Work on the Greek Underworld

Started by re-reading Homer in order to script the character Circe - whose mask is now painted, and looks pretty cool, if I do say so myself...

Circe - an immortal goddess, daughter of the Sun and Medea's aunt, who was adept with drugs and had magical powers, including the ability to turn men into pigs - gave the Greek hero Odysseus (yes, any Troy fans among you, the guy played by Sean Bean) instructions about how to get to the Underworld while still alive so that he could learn the things he needed to know in order to get home to his wife and son - ahhh!!!

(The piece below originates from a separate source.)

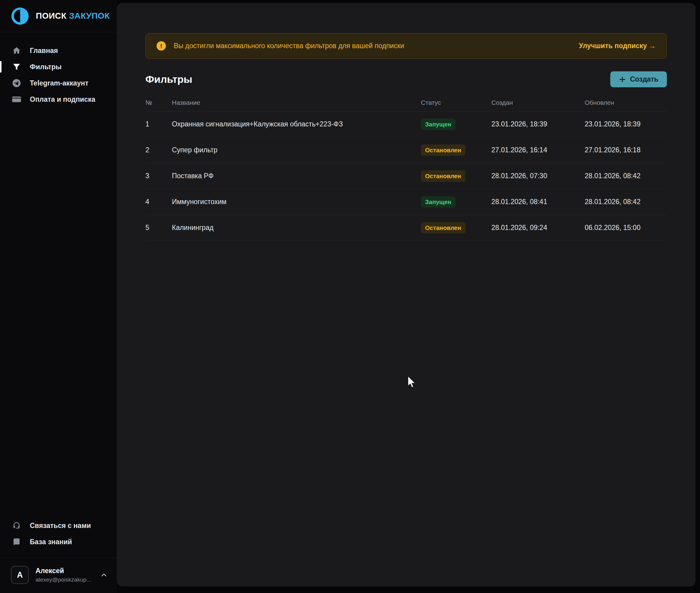  Describe the element at coordinates (297, 150) in the screenshot. I see `filter-name: Супер фильтр` at that location.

We'd always planned to have Circe in the Ancient World's Gallery to give instructions on journeying safely through the Greek Underworld to participants, but now I've decided to have her perform the ritual to placate the dead on the participants' behalf and I've finished her (interactive) script - mostly lines culled from Martin Hammond's excellent prose translation of the Odyssey.

The thing that's really cool is that Circe is already in the Leeds City Museum (http://www.leedsmuseum.co.uk/). We knew a bronze statue of Circe by the sculptor Alfred Drury (who also sculpted 'Morn and Eve' - the scantily clad classical ladies with torches in City Square) was commissioned by Leeds City Art Gallery in 1894 and that the statue was once displayed in Park Square, but we didn't know where she was now. So, we were delighted to bump into her downstairs near the gift shop in the City Museum (see below) and are looking forward to bringing her life - although with more clothes - with the help of an actress for one night only on 8th October 2010. So, come and meet Circe in the flesh, get instructions to journey safely through the Greek Underworld and ask her any questions you like, but take care not to upset her, lest she turn you into a pig...
Circe with wand and potion cup (a shallow goblet reminiscent of a kylix), surrounded by boars (formerly men).
Bronze statue by Alfred Drury (1894).
Image courtesy of Leeds City Museum http://www.leedsmuseum.co.uk/
Cf. J. W. Waterhouse's Circe Offering the Cup to Ulysses (1891), Oldham Art Gallery, Oldham.

Odysseus (centre) pursues Circe (right), who has dropped her wand and potion cup (here a skyphos); behind Odysseus (left) are two men whom she has already transformed into a horse/mule and a boar.
Detail of an Attic red-figure calyx krater (a mixing bowl for wine and water used at drinking parties) by the Persephone Painter, c. 440 BCE, New York, Metropolitan Museum of Art, 41.83.
And just to remind you that neither we - nor the ancient Greeks for that matter - take Circe entirely seriously:

Comic Odysseus (left) and comic Circe (centre), with wand (used for stirring) and potion cup (here a skyphos).
Boiotian black-figure skyphos, c.410-400 BCE, Oxford, Ashmolean Museum G259.
To read the relevant bits of Homer's account of who Odysseus meets (which might give you some clues about who participants might meet - e.g. it includes a hero who is sculpted on the side of Leeds Town Hall) see Homer's Underworld.